NORMAL CLONAL EXPANSION BUT IMPAIRED FAS-MEDIATED CELL-DEATH AND ANERGY INDUCTION IN INTERLEUKIN-2-DEFICIENT MICE

Citation
B. Kneitz et al., NORMAL CLONAL EXPANSION BUT IMPAIRED FAS-MEDIATED CELL-DEATH AND ANERGY INDUCTION IN INTERLEUKIN-2-DEFICIENT MICE, European Journal of Immunology, 25(9), 1995, pp. 2572-2577
Citations number
40
Categorie Soggetti
Immunology
ISSN journal
00142980
Volume
25
Issue
9
Year of publication
1995
Pages
2572 - 2577
Database
ISI
SICI code
0014-2980(1995)25:9<2572:NCEBIF>2.0.ZU;2-O
Abstract
Despite a normal development of all major lymphoid subsets, with time, interleukin-2 (IL-2)-deficient mice develop a fatal immunopathology. The disease phenotype is characterized by lymphoadenopathy, splenomega ly, T cell infiltration of various organs, overproduction of a number of cytokines and autoantibody formation. Phenotypically, CD4(+) and CD 8(+) T cells exhibit features characteristic of antigenically experien ced cells. The accumulation of cells with a memory phenotype together with the previous suggestion of an involvement of IL-2 in the terminat ion phase of immune responses prompted us to study the fate of superan tigen-reactive T cells in IL-2-deficient mice in comparison to their I L-a-producing littermates.
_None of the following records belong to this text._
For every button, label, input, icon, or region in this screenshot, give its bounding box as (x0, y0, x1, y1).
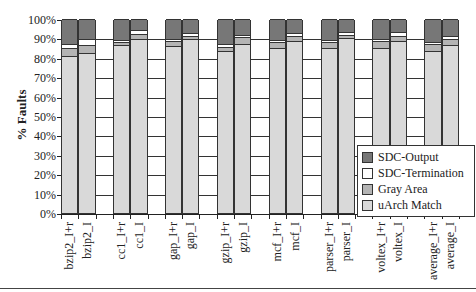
x-tick-mark (148, 214, 149, 219)
x-label-slot: bzip2_I (78, 222, 96, 292)
x-label-slot: average_I+r (424, 222, 442, 292)
segment-sdc-termination (425, 42, 440, 44)
gridline (303, 175, 320, 176)
segment-gray-area (322, 42, 337, 48)
x-label-slot: gzip_I+r (216, 222, 234, 292)
segment-gray-area (183, 36, 198, 40)
gridline (199, 98, 216, 99)
gridline (355, 136, 372, 137)
bar-cc1-i (130, 20, 147, 214)
y-tick-label: 0% (14, 208, 56, 220)
bar-mcf-i (286, 20, 303, 214)
x-tick-mark (78, 214, 79, 219)
segment-gray-area (443, 39, 458, 45)
segment-gray-area (62, 48, 77, 56)
gridline (303, 195, 320, 196)
x-tick-label: voltex_I+r (375, 222, 387, 273)
gridline (96, 78, 113, 79)
segment-sdc-output (166, 19, 181, 39)
segment-sdc-output (131, 19, 146, 30)
y-tick-label: 70% (14, 72, 56, 84)
segment-sdc-termination (322, 40, 337, 42)
y-tick-label: 90% (14, 33, 56, 45)
gridline (251, 78, 268, 79)
segment-gray-area (131, 34, 146, 40)
segment-sdc-termination (131, 30, 146, 34)
x-tick-mark (269, 214, 270, 219)
group-gap (303, 20, 320, 214)
x-tick-label: parser_I (341, 222, 353, 261)
segment-sdc-termination (287, 33, 302, 37)
legend-item-sdc-termination: SDC-Termination (362, 165, 470, 181)
y-tick-label: 20% (14, 169, 56, 181)
x-label-slot: gap_I (182, 222, 200, 292)
segment-gray-area (218, 47, 233, 51)
x-tick-label: gap_I (185, 222, 197, 249)
segment-sdc-termination (391, 32, 406, 36)
segment-uarch-match (235, 44, 250, 213)
gridline (96, 175, 113, 176)
legend-item-gray-area: Gray Area (362, 181, 470, 197)
segment-sdc-termination (183, 33, 198, 36)
gridline (96, 59, 113, 60)
gridline (199, 136, 216, 137)
x-label-slot: mcf_I (286, 222, 304, 292)
legend-swatch-icon (362, 152, 373, 163)
gridline (251, 136, 268, 137)
legend-label: SDC-Termination (378, 166, 464, 181)
divider (0, 288, 476, 289)
gridline (96, 195, 113, 196)
bar-parser-i (338, 20, 355, 214)
gridline (251, 117, 268, 118)
y-tick-label: 100% (14, 14, 56, 26)
gridline (407, 78, 424, 79)
x-tick-label: gzip_I (237, 222, 249, 253)
x-tick-label: voltex_I (392, 222, 404, 262)
segment-uarch-match (62, 56, 77, 213)
gridline (407, 59, 424, 60)
bar-parser-i-r (321, 20, 338, 214)
x-tick-mark (217, 214, 218, 219)
segment-sdc-termination (79, 39, 94, 45)
x-tick-mark (251, 214, 252, 219)
gridline (407, 39, 424, 40)
gridline (148, 59, 165, 60)
x-tick-mark (165, 214, 166, 219)
x-tick-mark (234, 214, 235, 219)
group-gap (251, 20, 268, 214)
segment-gray-area (166, 41, 181, 46)
y-tick-label: 40% (14, 130, 56, 142)
x-tick-mark (96, 214, 97, 219)
gridline (96, 39, 113, 40)
x-tick-mark (303, 214, 304, 219)
gridline (96, 156, 113, 157)
gridline (199, 117, 216, 118)
gridline (251, 39, 268, 40)
x-label-slot: parser_I (338, 222, 356, 292)
group-gap (199, 20, 216, 214)
legend-item-sdc-output: SDC-Output (362, 149, 470, 165)
legend-label: uArch Match (378, 198, 442, 213)
bar-gap-i (182, 20, 199, 214)
gridline (199, 78, 216, 79)
gridline (199, 59, 216, 60)
segment-sdc-output (218, 19, 233, 44)
segment-gray-area (425, 44, 440, 51)
bar-gap-i-r (165, 20, 182, 214)
stacked-bar-chart: % Faults 0%10%20%30%40%50%60%70%80%90%10… (0, 0, 476, 292)
gridline (148, 98, 165, 99)
segment-sdc-output (443, 19, 458, 35)
gridline (148, 156, 165, 157)
segment-sdc-output (425, 19, 440, 42)
segment-uarch-match (322, 48, 337, 213)
bar-gzip-i-r (217, 20, 234, 214)
x-tick-label: cc1_I (133, 222, 145, 249)
legend-swatch-icon (362, 168, 373, 179)
gridline (148, 78, 165, 79)
x-tick-mark (321, 214, 322, 219)
gridline (251, 98, 268, 99)
x-label-slot: gzip_I (234, 222, 252, 292)
gridline (355, 59, 372, 60)
x-tick-mark (113, 214, 114, 219)
gridline (148, 117, 165, 118)
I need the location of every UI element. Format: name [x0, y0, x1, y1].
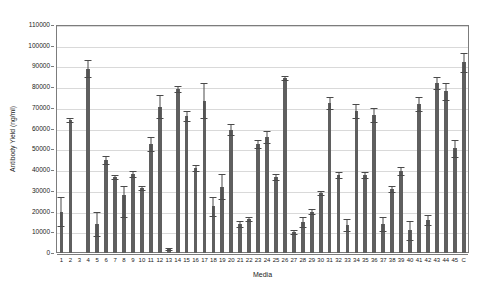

We show that expansion in vivo of CD4(+) an d, to a lesser extent, CD8(+)T cells reactive to the superantigens sta phylococcal enterotoxin A and B (SEA and SEB) proceeds normally in the absence of IL-2, but that fewer CD4(+) cells are subsequently deleted . The residual superantigenreactive cells fail to become anergic as me asured by proliferation in vitro in response to the same superantigen. T cell blasts generated in vitro from lymph node cells of IL-2-defici ent mice by superantigen stimulation in the absence of exogenous IL-2 also fail to become anergic. In contrast to cells from IL-2-producing littermates, they do not exhibit Fas-induced apoptosis when cultured o n anti-Fas antibody-coated plates, although Fas expression by IL-2-def icient cells is normal or even elevated compared to the IL-2-producing control cells. The data suggest that activation of T cells in the abs ence of IL-2 fails to generate a signal which is necessary to activate the apoptotic pathway and thus leads to an accumulation of antigen-ex perienced cells and the chronic inflammatory responses observed in IL- 2-deficient mice.